What Health Canada Actually Expects From Your Pharmacovigilance System — And Where Most MAHs Fall Short
Health Canada's post-market drug safety reporting for Canadian MAHs: expedited ADR submissions, PSURs under ICH E2C(R2), and what inspectors actually check.
Key Takeaway
Health Canada's post-market drug safety reporting for Canadian MAHs: expedited ADR submissions, PSURs under ICH E2C(R2), and what inspectors actually check.
Most manufacturers treat pharmacovigilance as a reporting exercise. Submit the adverse event report, file the PSUR on schedule, check the box. Health Canada’s inspectors know this attitude when they see it — and they’ve been seeing it more often as post-market surveillance activity intensified following the passage of Vanessa’s Law in 2014.
The harder truth is that Health Canada’s pharmacovigilance framework isn’t just about filing reports. It’s about demonstrating that your organization has a functioning safety surveillance system — one that detects signals, evaluates causality, and escalates appropriately. For Marketing Authorization Holders (MAHs) and the CROs they rely on for safety services, that distinction matters enormously.
Here’s what the regulations actually say, where companies consistently fall short, and what a defensible pharmacovigilance program looks like under Canadian law.
The Regulatory Foundation: Food and Drug Regulations and Vanessa’s Law
Canada’s post-market drug safety obligations sit primarily in the Food and Drug Regulations (FDR), with section C.01.017 establishing the core expedited reporting duty for MAHs. It requires the MAH to report serious adverse drug reactions (ADRs) that are unexpected — meaning they are not consistent with the Reference Safety Information in the product monograph — within 15 calendar days of becoming aware of the reaction. That phrase “becoming aware” is where compliance gaps tend to open.
In practice, the 15-day clock starts when someone in your organization first receives information suggesting a serious unexpected reaction occurred. Not when a medical officer reviews it, not when the case is entered into your safety database, and not when legal signs off. Health Canada and the courts look to the date of initial receipt. For organizations managing global safety data across multiple affiliates and partner sites, that’s a critical operational distinction.
Vanessa’s Law — formally the Protecting Canadians from Unsafe Drugs Act, which received Royal Assent in November 2014 — added significant enforcement capability. Health Canada can now compel MAHs to update labelling, conduct post-market studies, and issue mandatory recalls without requiring MAH consent. The maximum fine for a corporate violation is $5 million per offence. For companies that historically treated post-market safety as a low-priority function, that represents a genuine structural shift in risk exposure — not an abstract legislative change.
The two frameworks work together. The FDR defines what you must report and when. Vanessa’s Law defines what Health Canada can do if your system fails to generate those reports reliably, or if the underlying safety profile of a product warrants regulatory action regardless of your reporting record.

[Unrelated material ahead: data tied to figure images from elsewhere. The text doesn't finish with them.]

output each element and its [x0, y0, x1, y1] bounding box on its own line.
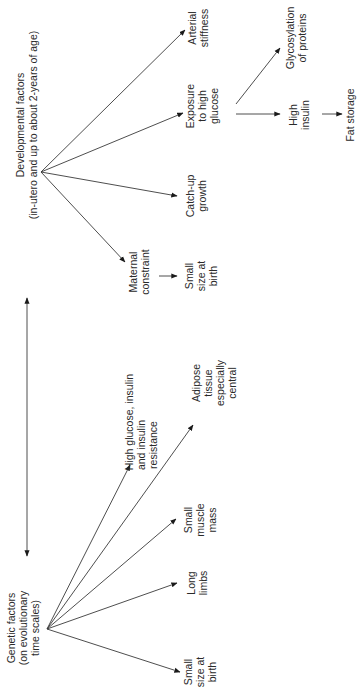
arterial-stiffness-label: Arterial stiffness — [186, 9, 210, 47]
svg-text:tissue: tissue — [202, 369, 214, 397]
developmental-factors-title: Developmental factors (in-utero and up t… — [14, 31, 39, 220]
svg-text:limbs: limbs — [197, 571, 209, 596]
svg-text:Fat storage: Fat storage — [344, 88, 356, 141]
svg-text:size at: size at — [195, 261, 207, 291]
arrow-to-exposure-glucose — [41, 113, 183, 172]
high-insulin-label: High insulin — [287, 100, 311, 130]
arrow-to-small-size-at-birth — [47, 629, 180, 672]
svg-text:size at: size at — [194, 657, 206, 687]
svg-text:(in-utero and up to about 2-ye: (in-utero and up to about 2-years of age… — [27, 31, 39, 220]
svg-text:Developmental factors: Developmental factors — [14, 73, 26, 177]
svg-text:Small: Small — [183, 263, 195, 289]
svg-text:muscle: muscle — [194, 503, 206, 536]
svg-text:especially: especially — [214, 359, 226, 406]
svg-text:stiffness: stiffness — [198, 9, 210, 47]
svg-text:Long: Long — [185, 571, 197, 595]
svg-text:Exposure: Exposure — [184, 84, 196, 129]
genetic-arrows — [47, 425, 193, 672]
exposure-high-glucose-label: Exposure to high glucose — [184, 84, 220, 129]
causal-diagram: Developmental factors (in-utero and up t… — [0, 0, 364, 697]
svg-text:Adipose: Adipose — [190, 364, 202, 402]
long-limbs-label: Long limbs — [185, 571, 209, 596]
maternal-constraint-label: Maternal constraint — [127, 249, 151, 295]
svg-text:resistance: resistance — [147, 421, 159, 469]
svg-text:growth: growth — [196, 180, 208, 212]
svg-text:to high: to high — [196, 90, 208, 122]
arrow-to-glycosylation — [236, 48, 280, 104]
svg-text:mass: mass — [206, 507, 218, 532]
glycosylation-label: Glycosylation of proteins — [284, 7, 308, 70]
svg-text:constraint: constraint — [139, 249, 151, 295]
adipose-tissue-label: Adipose tissue especially central — [190, 359, 238, 406]
small-muscle-mass-label: Small muscle mass — [182, 503, 218, 536]
svg-text:Small: Small — [182, 659, 194, 685]
arrow-to-catch-up-growth — [41, 172, 177, 196]
svg-text:Arterial: Arterial — [186, 11, 198, 44]
arrow-to-arterial-stiffness — [41, 30, 185, 172]
fat-storage-label: Fat storage — [344, 88, 356, 141]
svg-text:birth: birth — [206, 662, 218, 683]
svg-text:High: High — [287, 104, 299, 126]
genetic-small-size-at-birth-label: Small size at birth — [182, 657, 218, 687]
svg-text:Catch-up: Catch-up — [184, 175, 196, 218]
genetic-factors-title: Genetic factors (on evolutionary time sc… — [5, 590, 41, 665]
svg-text:glucose: glucose — [208, 88, 220, 124]
catch-up-growth-label: Catch-up growth — [184, 175, 208, 218]
svg-text:(on evolutionary: (on evolutionary — [17, 590, 29, 665]
dev-small-size-at-birth-label: Small size at birth — [183, 261, 219, 291]
svg-text:and insulin: and insulin — [135, 420, 147, 470]
svg-text:time scales): time scales) — [29, 600, 41, 656]
svg-text:High glucose, insulin: High glucose, insulin — [123, 374, 135, 470]
svg-text:central: central — [226, 367, 238, 399]
svg-text:insulin: insulin — [299, 100, 311, 130]
svg-text:Genetic factors: Genetic factors — [5, 593, 17, 664]
high-glucose-insulin-label: High glucose, insulin and insulin resist… — [123, 374, 159, 470]
svg-text:Maternal: Maternal — [127, 252, 139, 293]
developmental-arrows — [41, 30, 342, 276]
arrow-to-small-muscle-mass — [47, 519, 176, 629]
svg-text:Small: Small — [182, 507, 194, 533]
svg-text:birth: birth — [207, 266, 219, 287]
svg-text:of proteins: of proteins — [296, 13, 308, 62]
svg-text:Glycosylation: Glycosylation — [284, 7, 296, 70]
arrow-to-adipose-tissue — [47, 425, 193, 629]
arrow-to-maternal-constraint — [41, 172, 125, 262]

The 15-Day Expedited Report: Four Misconceptions That Create Compliance Failures
The 15-calendar-day expedited reporting requirement is relatively well understood in principle. In practice, four specific misconceptions generate the vast majority of compliance failures.
“Expected” means non-serious. Under Health Canada’s framework, “unexpected” refers to whether the reaction is listed in the Reference Safety Information — the Canadian product monograph. A reaction can be serious and still be listed (and therefore “expected”). Expected serious reactions are reported in the Periodic Safety Update Report rather than as 15-day expedited submissions. That doesn’t make them less significant from a signal-detection perspective; it means they follow a different reporting pathway.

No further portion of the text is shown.